October 18, 2020 by Fr Joseph

Twenty-ninth Sunday, Year A, 18 October, 2020: Isaiah 45:1, 4-6; 1 Thessalonians 1:1-5b; Matthew 22:15-21

     Saint Paul writes to the Romans: Let every person be subordinate to the higher authorities, for there is no authority except from God, and those that exist have been established by God. Paul writes as a Roman citizen, with the rights of a Roman citizen.   

    Ironically, insisting on those rights would lead him to Rome, house arrest and execution under Nero.

    Jesus replies to the disciples of the Pharisees with the Herodians, Then repay to Caesar what belongs to Caesar and to God what belongs to God. Jesus speaks as a Galilean craftsman; historians tell us that the artisans and farmers of Jesus’ day were paying up to three-quarters of their income in combined taxes. Before King Herod and Caesar they had no tangible rights.

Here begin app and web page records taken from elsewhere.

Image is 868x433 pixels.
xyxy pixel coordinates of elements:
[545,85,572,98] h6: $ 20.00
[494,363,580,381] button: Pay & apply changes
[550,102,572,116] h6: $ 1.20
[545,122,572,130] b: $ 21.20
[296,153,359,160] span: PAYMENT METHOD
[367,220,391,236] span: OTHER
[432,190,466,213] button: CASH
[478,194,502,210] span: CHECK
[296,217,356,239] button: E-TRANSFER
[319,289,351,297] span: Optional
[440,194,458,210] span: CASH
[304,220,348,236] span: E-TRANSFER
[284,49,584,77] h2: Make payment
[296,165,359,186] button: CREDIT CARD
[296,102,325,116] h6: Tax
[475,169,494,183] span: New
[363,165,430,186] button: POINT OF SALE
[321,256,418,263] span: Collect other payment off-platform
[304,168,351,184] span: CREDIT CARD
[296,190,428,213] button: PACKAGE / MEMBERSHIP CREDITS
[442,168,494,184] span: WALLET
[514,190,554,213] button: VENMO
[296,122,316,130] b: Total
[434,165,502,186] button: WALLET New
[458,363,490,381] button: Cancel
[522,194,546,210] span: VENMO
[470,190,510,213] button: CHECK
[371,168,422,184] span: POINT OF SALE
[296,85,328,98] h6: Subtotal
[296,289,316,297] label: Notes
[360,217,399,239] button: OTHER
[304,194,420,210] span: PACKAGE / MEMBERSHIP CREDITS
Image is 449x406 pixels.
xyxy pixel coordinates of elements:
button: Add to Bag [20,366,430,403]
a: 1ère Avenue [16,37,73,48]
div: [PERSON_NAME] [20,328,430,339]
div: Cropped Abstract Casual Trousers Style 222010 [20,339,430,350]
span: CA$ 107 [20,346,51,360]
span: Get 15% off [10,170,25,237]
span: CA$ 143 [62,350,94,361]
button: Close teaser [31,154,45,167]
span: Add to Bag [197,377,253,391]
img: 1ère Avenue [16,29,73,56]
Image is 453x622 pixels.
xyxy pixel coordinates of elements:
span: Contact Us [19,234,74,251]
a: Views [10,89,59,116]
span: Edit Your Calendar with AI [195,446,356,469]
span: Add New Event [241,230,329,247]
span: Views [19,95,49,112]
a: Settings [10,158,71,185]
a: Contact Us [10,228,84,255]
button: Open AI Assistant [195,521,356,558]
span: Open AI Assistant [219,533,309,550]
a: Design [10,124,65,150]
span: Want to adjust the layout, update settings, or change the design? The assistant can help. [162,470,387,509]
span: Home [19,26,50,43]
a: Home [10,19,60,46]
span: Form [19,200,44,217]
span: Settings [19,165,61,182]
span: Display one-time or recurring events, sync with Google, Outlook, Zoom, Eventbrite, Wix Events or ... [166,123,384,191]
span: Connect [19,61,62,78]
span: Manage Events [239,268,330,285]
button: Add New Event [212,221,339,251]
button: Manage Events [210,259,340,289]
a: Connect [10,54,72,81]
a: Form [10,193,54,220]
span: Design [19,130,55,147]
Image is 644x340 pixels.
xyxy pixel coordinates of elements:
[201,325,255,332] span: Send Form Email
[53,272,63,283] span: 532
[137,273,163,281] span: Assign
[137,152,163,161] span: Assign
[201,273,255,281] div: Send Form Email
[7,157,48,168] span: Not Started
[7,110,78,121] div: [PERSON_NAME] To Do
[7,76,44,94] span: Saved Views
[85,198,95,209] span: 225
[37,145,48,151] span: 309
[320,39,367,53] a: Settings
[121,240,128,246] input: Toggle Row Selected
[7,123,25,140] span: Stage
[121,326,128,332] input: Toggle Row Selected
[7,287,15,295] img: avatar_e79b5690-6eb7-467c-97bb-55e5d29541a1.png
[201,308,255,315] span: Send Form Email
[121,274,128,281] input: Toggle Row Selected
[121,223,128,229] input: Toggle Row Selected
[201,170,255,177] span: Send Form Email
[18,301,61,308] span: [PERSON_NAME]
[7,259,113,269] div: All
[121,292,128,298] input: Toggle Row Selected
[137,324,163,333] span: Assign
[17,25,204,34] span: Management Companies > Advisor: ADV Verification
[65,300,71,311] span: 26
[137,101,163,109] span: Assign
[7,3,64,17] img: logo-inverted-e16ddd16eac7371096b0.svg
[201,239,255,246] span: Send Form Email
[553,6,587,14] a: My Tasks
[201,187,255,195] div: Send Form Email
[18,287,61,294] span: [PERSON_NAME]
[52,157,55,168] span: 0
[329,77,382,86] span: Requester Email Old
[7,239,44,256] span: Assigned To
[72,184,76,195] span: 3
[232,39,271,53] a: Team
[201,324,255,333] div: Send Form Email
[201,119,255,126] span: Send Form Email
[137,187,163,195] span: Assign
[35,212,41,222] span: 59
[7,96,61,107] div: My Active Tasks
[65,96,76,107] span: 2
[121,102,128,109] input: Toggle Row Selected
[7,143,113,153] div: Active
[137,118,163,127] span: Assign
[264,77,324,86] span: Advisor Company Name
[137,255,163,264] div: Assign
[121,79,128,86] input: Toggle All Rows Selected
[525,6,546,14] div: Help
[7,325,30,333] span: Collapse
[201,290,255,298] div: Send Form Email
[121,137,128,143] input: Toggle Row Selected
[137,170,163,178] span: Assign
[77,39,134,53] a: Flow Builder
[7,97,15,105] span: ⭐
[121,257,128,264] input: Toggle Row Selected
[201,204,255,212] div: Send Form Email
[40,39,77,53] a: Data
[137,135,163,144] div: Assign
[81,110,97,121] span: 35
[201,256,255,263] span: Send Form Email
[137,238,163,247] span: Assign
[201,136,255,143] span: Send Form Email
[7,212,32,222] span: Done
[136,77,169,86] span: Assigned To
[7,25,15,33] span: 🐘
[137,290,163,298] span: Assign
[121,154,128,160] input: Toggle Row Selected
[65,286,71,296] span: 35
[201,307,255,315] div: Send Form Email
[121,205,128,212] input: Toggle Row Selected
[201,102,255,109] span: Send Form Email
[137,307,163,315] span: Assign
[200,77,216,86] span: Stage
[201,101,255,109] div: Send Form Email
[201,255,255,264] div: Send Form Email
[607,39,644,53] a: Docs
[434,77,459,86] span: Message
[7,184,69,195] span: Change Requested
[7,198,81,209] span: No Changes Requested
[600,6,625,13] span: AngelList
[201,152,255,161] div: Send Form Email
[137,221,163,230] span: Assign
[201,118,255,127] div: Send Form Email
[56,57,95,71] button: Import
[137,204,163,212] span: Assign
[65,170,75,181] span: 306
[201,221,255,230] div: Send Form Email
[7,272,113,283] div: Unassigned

    Caesar’s coin, for the census tax, bore the image of Tiberius Caesar on one side and on the reverse, that of his mother, Livia, as the deified Empress—the Roman Senate had voted her into the ranks of the immortals. That was a particularly repugnant blasphemy to any Jew; given Livia’s personality, that “deification” was probably repugnant to many a senator coerced to vote her that honor.

     Jesus’ reply is dismissive, setting no value on such a coin; it’s as if he’s saying, “Send that travesty—and the tax—back to Caesar.”

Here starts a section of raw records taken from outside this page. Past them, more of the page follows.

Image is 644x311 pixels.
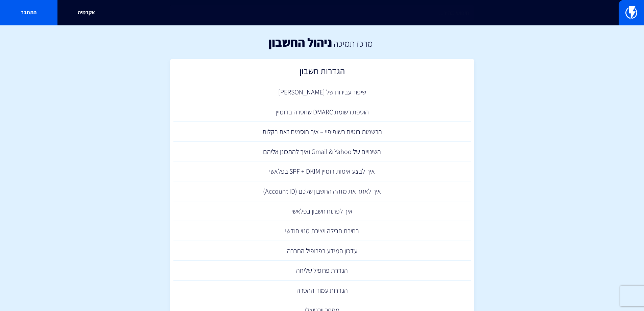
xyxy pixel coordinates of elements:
a: איך לאתר את מזהה החשבון שלכם (Account ID) [174,181,471,201]
a: הגדרת פרופיל שליחה [174,261,471,280]
a: מרכז תמיכה [334,38,373,49]
a: איך לבצע אימות דומיין SPF + DKIM בפלאשי [174,161,471,181]
a: בחירת חבילה ויצירת מנוי חודשי [174,221,471,241]
a: איך לפתוח חשבון בפלאשי [174,201,471,221]
a: שיפור עבירות של [PERSON_NAME] [174,82,471,102]
a: הגדרות עמוד ההסרה [174,280,471,300]
a: הגדרות חשבון [174,63,471,83]
a: הוספת רשומת DMARC שחסרה בדומיין [174,102,471,122]
input: חיפוש מהיר... [170,5,474,21]
a: עדכון המידע בפרופיל החברה [174,241,471,261]
h1: ניהול החשבון [268,36,332,49]
a: הרשמות בוטים בשופיפיי – איך חוסמים זאת בקלות [174,122,471,142]
h2: הגדרות חשבון [177,66,467,79]
a: השינויים של Gmail & Yahoo ואיך להתכונן אליהם [174,142,471,162]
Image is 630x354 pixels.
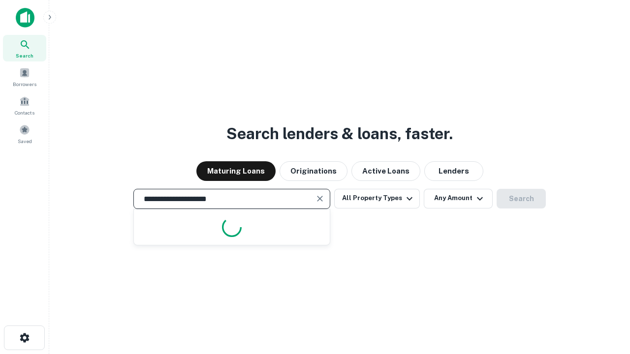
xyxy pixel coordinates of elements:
[16,52,33,60] span: Search
[15,109,34,117] span: Contacts
[280,161,347,181] button: Originations
[3,121,46,147] a: Saved
[424,161,483,181] button: Lenders
[226,122,453,146] h3: Search lenders & loans, faster.
[3,92,46,119] a: Contacts
[13,80,36,88] span: Borrowers
[3,63,46,90] a: Borrowers
[3,35,46,62] a: Search
[196,161,276,181] button: Maturing Loans
[313,192,327,206] button: Clear
[16,8,34,28] img: capitalize-icon.png
[18,137,32,145] span: Saved
[351,161,420,181] button: Active Loans
[424,189,493,209] button: Any Amount
[334,189,420,209] button: All Property Types
[581,276,630,323] iframe: Chat Widget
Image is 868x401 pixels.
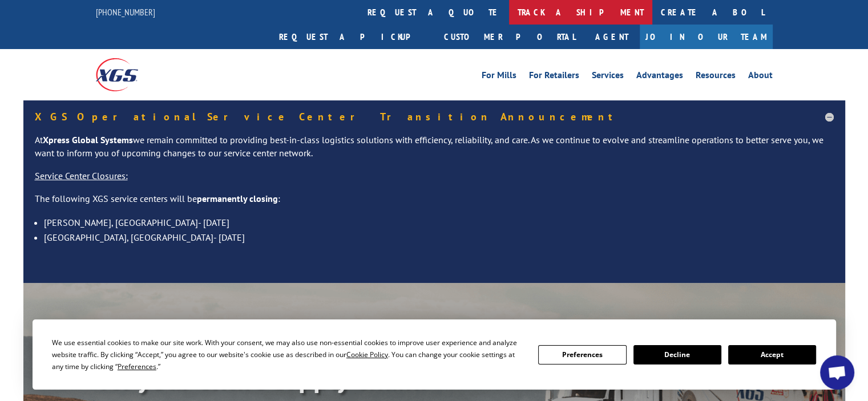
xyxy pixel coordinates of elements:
a: [PHONE_NUMBER] [96,7,155,18]
a: Resources [695,71,735,83]
a: About [748,71,773,83]
a: Join Our Team [639,24,773,49]
strong: Xpress Global Systems [43,134,133,145]
a: Request a pickup [270,24,435,49]
a: Customer Portal [435,24,584,49]
div: We use essential cookies to make our site work. With your consent, we may also use non-essential ... [52,337,524,372]
p: The following XGS service centers will be : [35,192,833,215]
button: Preferences [538,345,626,365]
u: Service Center Closures: [35,170,128,182]
a: For Retailers [529,71,579,83]
p: At we remain committed to providing best-in-class logistics solutions with efficiency, reliabilit... [35,133,833,170]
span: Cookie Policy [346,350,388,359]
a: Agent [584,24,639,49]
strong: permanently closing [197,193,278,204]
button: Decline [633,345,721,365]
div: Cookie Consent Prompt [33,319,836,390]
li: [GEOGRAPHIC_DATA], [GEOGRAPHIC_DATA]- [DATE] [44,230,833,245]
a: Services [592,71,624,83]
a: For Mills [481,71,517,83]
a: Open chat [820,356,854,390]
a: Advantages [636,71,683,83]
span: Preferences [117,362,156,371]
h5: XGS Operational Service Center Transition Announcement [35,112,833,122]
li: [PERSON_NAME], [GEOGRAPHIC_DATA]- [DATE] [44,215,833,230]
button: Accept [728,345,816,365]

     By the time the Book of Revelation is written, the Roman Capitol is depicted as the whore of Babylon and the Emperor plays the role of Anti-Christ.

    There is no clear and consistent New Testament policy about civil authority, nor should there be. But there is a consistent New Testament ethos about power, privilege and influence: they are not the path God takes. In Jesus Christ, God has chooses the path of powerlessness and identification with the marginal and the rejected.

    Looking back over more than two-thousand years of Church history, this remains an example very difficult for most Christians to assimilate, or even accept intellectually. But, as Elizabeth Johnson reminds us, “The cross opens a pathway for all the suffering of the world to be taken into the very being of God. God is now so tied into history through his freely given Love on the cross that the pain of the world is admitted into himself. There, the power of divine Love heals, changes, saves it…”    

    Can power, privilege or influence compete with that?